Washington – The U.S. Supreme Court heard arguments recently in a case that could give employers the ability to bar class action lawsuits over workplace issues.

The justices heard arguments concerning National Labor Relations Board v. Murphy Oil USA, which was consolidated with two related cases, Epic Systems Corporation v. Lewis and Ernst & Young v. Morris.

The outcome will determine whether mandatory arbitration agreements with individual workers that prevent them from pursuing work-related claims collectively are prohibited by the National Labor Relations Act (NLRA). The court’s decision could affect some 25 million employment contracts.

A ruling in favor of employers, Justice Stephen G. Breyer said, could cut out “the entire heart of the New Deal” and undo an understanding of labor relations with roots in the administration of President Franklin D. Roosevelt.

A COURT THAT FAVORS ARBITRATION

The Supreme Court has ruled in earlier cases that companies doing business with consumers may require arbitration and forbid class actions in their contracts. Such contracts typically require disputes be resolved by arbitration and that the claims be brought one-by-one. That makes it hard to pursue minor claims that affect many people, whether in class actions or in mass arbitration.

Arbitration clauses with class-action waivers are now commonplace in contracts for things like cellphones, credit cards, rental cars and nursing home care.

The justices of the Supreme Court are now considering whether they should use a different approach for employment contracts and whether the Federal Arbitration Act, which favors arbitration, or the National Labor Relations Act, which protects workers’ rights to engage in “concerted activities” and prohibits arbitration clauses that require class-action waivers, should apply.

WHAT’S AT STAKE

The NLRA guarantees workers the right to stand together for “mutual aid and protection” when seeking to improve their wages and working conditions. Employer interference with this right is prohibited. However, increasingly, employers are requiring workers to sign arbitration agreements that force them to waive their rights to collective actions, and handle workplace disputes as individuals.

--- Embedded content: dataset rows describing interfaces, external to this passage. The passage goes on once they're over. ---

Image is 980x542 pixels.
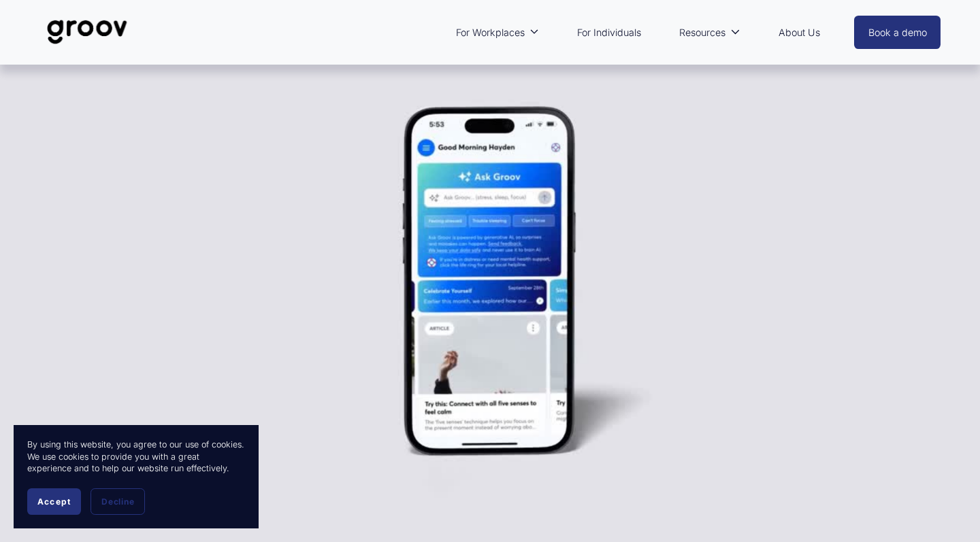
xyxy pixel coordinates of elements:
span: Accept [38,497,71,507]
a: folder dropdown [673,17,746,49]
span: Resources [679,24,725,41]
span: For Workplaces [456,24,525,41]
p: By using this website, you agree to our use of cookies. We use cookies to provide you with a grea... [28,439,245,475]
button: Decline [90,489,145,515]
a: folder dropdown [450,17,546,49]
button: Accept [28,489,81,515]
img: Groov | Unlock Human Potential at Work and in Life [40,9,135,54]
section: Cookie banner [14,425,258,528]
a: Book a demo [854,16,941,49]
a: About Us [772,17,827,49]
a: For Individuals [571,17,648,49]
span: Decline [101,497,134,507]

In practice, that means that even if many workers faced the same type of dispute at work, individual employees must hire their own lawyers, and must resolve their disputes out of court, behind closed doors, with only the employer and a private arbitrator. The NLRB has found these forced arbitration agreements interfere with workers’ right to engage in concerted activity for their mutual aid and protection, in violation of the NLRA.

OBAMA V. TRUMP

The Obama administration had filed a brief supporting the workers on behalf of the National Labor Relations Board. The Trump administration, predictably, reversed course.

Corporate interests and the Trump administration are fighting the NLRB, focusing their argument on the Federal Arbitration Act (FAA), which requires courts to enforce arbitration agreements, subject to contract defenses.

However, the Supreme Court has never issued a decision under the FAA enforcing an arbitration agreement that violates an express prohibition in another federal statute. That is what corporate interests arguing against the NLRB are asking the Court to do in this case.

If they succeed, they will, as the NLRB argues in its brief, be using “private contracts to eviscerate the public rights Congress protected in the NLRA.”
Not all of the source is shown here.